Come, love, why stay’st thou? The night
Will vanish ere wee taste delight.
The moone obscures her selfe from sight,
Thou absent, whose eyes give her light.
Come quickly deare, be briefe as time,
Or we by morne shall be o’retane,
Love’s Joy’s thing owne as well as mine,
Spend not therefore, time in vaine.

A few random poems:
- Николай Заболоцкий – Баллада Жуковского
- Orchard by Nijole Miliauskaite
- Composed After A Journey Across The Hambleton Hills, Yorkshire by William Wordsworth
- Madeira From The Sea by Sara Teasdale
- Sonnet 02
- A Poem Upon The Death Of O.C. poem – Andrew Marvell poems
- Владимир Британишский – По-польски вместо слова “светлячок”
- In a Sombre Mood by Satish Verma
- I Am Just Saying! by Luis Estable
- How a Little Girl Sang by Vachel Lindsay
- Ione, Dead the Long Year poem – Ezra Pound poems
- A sinners prayer by Victoria Rose
- Алексей Николаевич Толстой – Суд
- first_verse.html
- The Tom Toms
External links
Bat’s Poetry Page – more poetry by Fledermaus
Talking Writing Monster’s Page –
Batty Writing – the bat’s idle chatter, thoughts, ideas and observations, all original, all fresh
Poems in English
- The First Part: Sonnet 10 – Fair Moon, who with thy cold and silver shine by William Drummond
- The First Part: Sonnet 1 – In my first years, and prime yet not at height by William Drummond
- The Editor by William Ellery Leonard
- The Book Of The World by William Drummond
- The Beggar by William Ellery Leonard
- Reading by William Marr
- Premature Blindness by Winston Riley
- May-Night by William Ellery Leonard
- Man’s Knowledge – Ingorance in the Mysteries of God by William Drummond
- Indian Summer by William Ellery Leonard
- In the Small Hours by Wole Soyinka
- In Christ there is No East Or West by John Oxenham
- His Mercy Endureth For Ever by John Oxenham
- Harp Song of the Dane Women by Rudyard Kipling
- God Is Good by John Oxenham
- Gadara, A.D. 31 by John Oxenham
- Freemen by John Oxenham
- Free Men Of God by John Oxenham
- For the Men at the Front by John Oxenham
- Flowers Of The Dust by John Oxenham
More external links (open in a new tab):
Doska or the Board – write anything
Search engines:
Yandex – the best search engine for searches in Russian (and the best overall image search engine, in any language, anywhere)
Qwant – the best search engine for searches in French, German as well as Romance and Germanic languages.
Ecosia – a search engine that supposedly… plants trees
Duckduckgo – the real alternative and a search engine that actually works. Without much censorship or partisan politics.
Yahoo– yes, it’s still around, amazingly, miraculously, incredibly, but now it seems to be powered by Bing.
Parallel Translations of Poetry
The Poetry Repository – an online library of poems, poetry, verse and poetic works
Abraham Cowley (1618 – 1667), the Royalist Poet.Poet and essayist Abraham Cowley was born in London, England, in 1618. He displayed early talent as a poet, publishing his first collection of poetry, Poetical Blossoms (1633), at the age of 15. Cowley studied at Cambridge University but was stripped of his Cambridge fellowship during the English Civil War and expelled for refusing to sign the Solemn League and Covenant of 1644. In turn, he accompanied Queen Henrietta Maria to France, where he spent 12 years in exile, serving as her secretary. During this time, Cowley completed The Mistress (1647). Arguably his most famous work, the collection exemplifies Cowley’s metaphysical style of love poetry. After the Restoration, Cowley returned to England, where he was reinstated as a Cambridge fellow and earned his MD before finally retiring to the English countryside. He is buried at Westminster Abbey alongside Geoffrey Chaucer and Edmund Spenser. Cowley is a wonderful poet and an outstanding representative of the English baroque.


ACTIVITY:
Write out the data exactly as given, dropping every picture.

RECORDS SHOWN START

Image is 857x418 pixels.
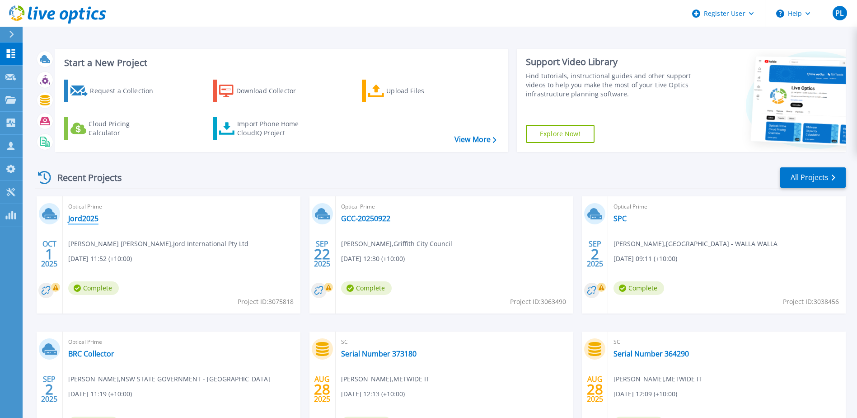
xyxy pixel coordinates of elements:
[614,254,677,263] span: [DATE] 09:11 (+10:00)
[41,372,58,405] div: SEP 2025
[314,385,330,393] span: 28
[587,385,603,393] span: 28
[341,202,568,212] span: Optical Prime
[614,239,778,249] span: [PERSON_NAME] , [GEOGRAPHIC_DATA] - WALLA WALLA
[341,337,568,347] span: SC
[341,281,392,295] span: Complete
[836,9,844,17] span: PL
[587,237,604,270] div: SEP 2025
[68,239,249,249] span: [PERSON_NAME] [PERSON_NAME] , Jord International Pty Ltd
[341,239,452,249] span: [PERSON_NAME] , Griffith City Council
[238,296,294,306] span: Project ID: 3075818
[341,214,390,223] a: GCC-20250922
[341,374,430,384] span: [PERSON_NAME] , METWIDE IT
[314,250,330,258] span: 22
[455,135,497,144] a: View More
[213,80,314,102] a: Download Collector
[526,56,694,68] div: Support Video Library
[68,349,114,358] a: BRC Collector
[35,166,134,188] div: Recent Projects
[614,202,841,212] span: Optical Prime
[780,167,846,188] a: All Projects
[341,389,405,399] span: [DATE] 12:13 (+10:00)
[89,119,161,137] div: Cloud Pricing Calculator
[614,281,664,295] span: Complete
[45,385,53,393] span: 2
[614,374,702,384] span: [PERSON_NAME] , METWIDE IT
[783,296,839,306] span: Project ID: 3038456
[41,237,58,270] div: OCT 2025
[526,125,595,143] a: Explore Now!
[591,250,599,258] span: 2
[45,250,53,258] span: 1
[68,337,295,347] span: Optical Prime
[614,389,677,399] span: [DATE] 12:09 (+10:00)
[587,372,604,405] div: AUG 2025
[64,58,496,68] h3: Start a New Project
[64,117,165,140] a: Cloud Pricing Calculator
[68,374,270,384] span: [PERSON_NAME] , NSW STATE GOVERNMENT - [GEOGRAPHIC_DATA]
[68,281,119,295] span: Complete
[68,389,132,399] span: [DATE] 11:19 (+10:00)
[614,349,689,358] a: Serial Number 364290
[314,237,331,270] div: SEP 2025
[314,372,331,405] div: AUG 2025
[614,214,627,223] a: SPC
[362,80,463,102] a: Upload Files
[341,254,405,263] span: [DATE] 12:30 (+10:00)
[236,82,309,100] div: Download Collector
[341,349,417,358] a: Serial Number 373180
[386,82,459,100] div: Upload Files
[526,71,694,99] div: Find tutorials, instructional guides and other support videos to help you make the most of your L...
[90,82,162,100] div: Request a Collection
[68,202,295,212] span: Optical Prime
[64,80,165,102] a: Request a Collection
[68,214,99,223] a: Jord2025
[614,337,841,347] span: SC
[510,296,566,306] span: Project ID: 3063490
[237,119,308,137] div: Import Phone Home CloudIQ Project
[68,254,132,263] span: [DATE] 11:52 (+10:00)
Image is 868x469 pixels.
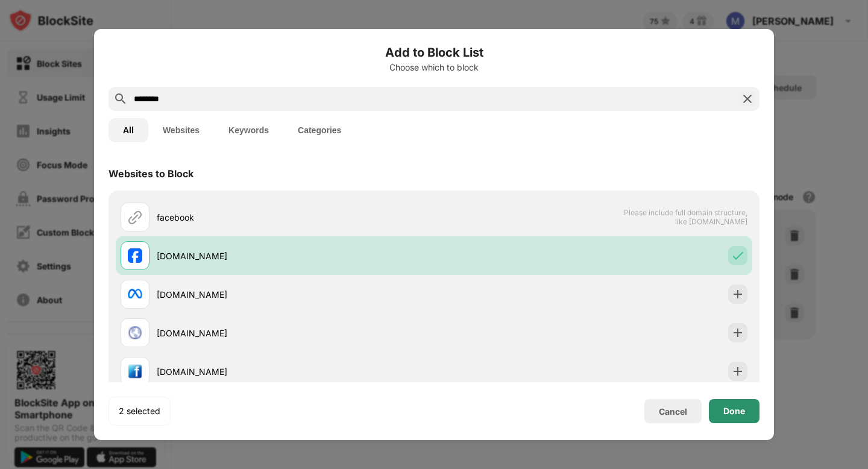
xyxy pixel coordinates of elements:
[157,250,434,262] div: [DOMAIN_NAME]
[128,326,142,340] img: favicons
[623,208,748,226] span: Please include full domain structure, like [DOMAIN_NAME]
[128,248,142,263] img: favicons
[157,327,434,339] div: [DOMAIN_NAME]
[119,405,161,417] div: 2 selected
[109,119,149,142] button: All
[284,119,356,142] button: Categories
[157,288,434,301] div: [DOMAIN_NAME]
[109,168,193,180] div: Websites to Block
[214,119,284,142] button: Keywords
[740,91,755,106] img: search-close
[109,44,760,61] h6: Add to Block List
[157,211,434,224] div: facebook
[109,63,760,72] div: Choose which to block
[128,287,142,301] img: favicons
[659,406,687,417] div: Cancel
[149,119,214,142] button: Websites
[128,210,142,224] img: url.svg
[113,91,128,106] img: search.svg
[724,406,746,416] div: Done
[157,365,434,378] div: [DOMAIN_NAME]
[128,364,142,379] img: favicons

RECORDS SHOWN END

EXERCISE OUTPUT:
Image is 857x418 pixels.
xyxy pixel coordinates of elements:
[614,254,677,263] span: [DATE] 09:11 (+10:00)
[41,372,58,405] div: SEP 2025
[314,385,330,393] span: 28
[587,385,603,393] span: 28
[341,202,568,212] span: Optical Prime
[614,239,778,249] span: [PERSON_NAME] , [GEOGRAPHIC_DATA] - WALLA WALLA
[341,337,568,347] span: SC
[341,281,392,295] span: Complete
[836,9,844,17] span: PL
[587,237,604,270] div: SEP 2025
[68,239,249,249] span: [PERSON_NAME] [PERSON_NAME] , Jord International Pty Ltd
[341,239,452,249] span: [PERSON_NAME] , Griffith City Council
[238,296,294,306] span: Project ID: 3075818
[341,214,390,223] a: GCC-20250922
[341,374,430,384] span: [PERSON_NAME] , METWIDE IT
[314,250,330,258] span: 22
[455,135,497,144] a: View More
[213,80,314,102] a: Download Collector
[526,56,694,68] div: Support Video Library
[68,349,114,358] a: BRC Collector
[35,166,134,188] div: Recent Projects
[614,202,841,212] span: Optical Prime
[780,167,846,188] a: All Projects
[341,389,405,399] span: [DATE] 12:13 (+10:00)
[89,119,161,137] div: Cloud Pricing Calculator
[614,281,664,295] span: Complete
[45,385,53,393] span: 2
[614,374,702,384] span: [PERSON_NAME] , METWIDE IT
[783,296,839,306] span: Project ID: 3038456
[41,237,58,270] div: OCT 2025
[526,125,595,143] a: Explore Now!
[591,250,599,258] span: 2
[45,250,53,258] span: 1
[68,337,295,347] span: Optical Prime
[614,389,677,399] span: [DATE] 12:09 (+10:00)
[587,372,604,405] div: AUG 2025
[64,58,496,68] h3: Start a New Project
[64,117,165,140] a: Cloud Pricing Calculator
[68,374,270,384] span: [PERSON_NAME] , NSW STATE GOVERNMENT - [GEOGRAPHIC_DATA]
[68,281,119,295] span: Complete
[68,389,132,399] span: [DATE] 11:19 (+10:00)
[614,349,689,358] a: Serial Number 364290
[314,237,331,270] div: SEP 2025
[314,372,331,405] div: AUG 2025
[614,214,627,223] a: SPC
[362,80,463,102] a: Upload Files
[341,254,405,263] span: [DATE] 12:30 (+10:00)
[236,82,309,100] div: Download Collector
[341,349,417,358] a: Serial Number 373180
[386,82,459,100] div: Upload Files
[526,71,694,99] div: Find tutorials, instructional guides and other support videos to help you make the most of your L...
[90,82,162,100] div: Request a Collection
[68,202,295,212] span: Optical Prime
[64,80,165,102] a: Request a Collection
[68,214,99,223] a: Jord2025
[614,337,841,347] span: SC
[510,296,566,306] span: Project ID: 3063490
[237,119,308,137] div: Import Phone Home CloudIQ Project
[68,254,132,263] span: [DATE] 11:52 (+10:00)
Image is 868x469 pixels.
xyxy pixel coordinates of elements:
[157,250,434,262] div: [DOMAIN_NAME]
[128,326,142,340] img: favicons
[623,208,748,226] span: Please include full domain structure, like [DOMAIN_NAME]
[128,248,142,263] img: favicons
[157,327,434,339] div: [DOMAIN_NAME]
[119,405,161,417] div: 2 selected
[109,119,149,142] button: All
[284,119,356,142] button: Categories
[157,288,434,301] div: [DOMAIN_NAME]
[109,168,193,180] div: Websites to Block
[214,119,284,142] button: Keywords
[740,91,755,106] img: search-close
[109,44,760,61] h6: Add to Block List
[157,211,434,224] div: facebook
[109,63,760,72] div: Choose which to block
[128,287,142,301] img: favicons
[659,406,687,417] div: Cancel
[149,119,214,142] button: Websites
[128,210,142,224] img: url.svg
[113,91,128,106] img: search.svg
[724,406,746,416] div: Done
[157,365,434,378] div: [DOMAIN_NAME]
[128,364,142,379] img: favicons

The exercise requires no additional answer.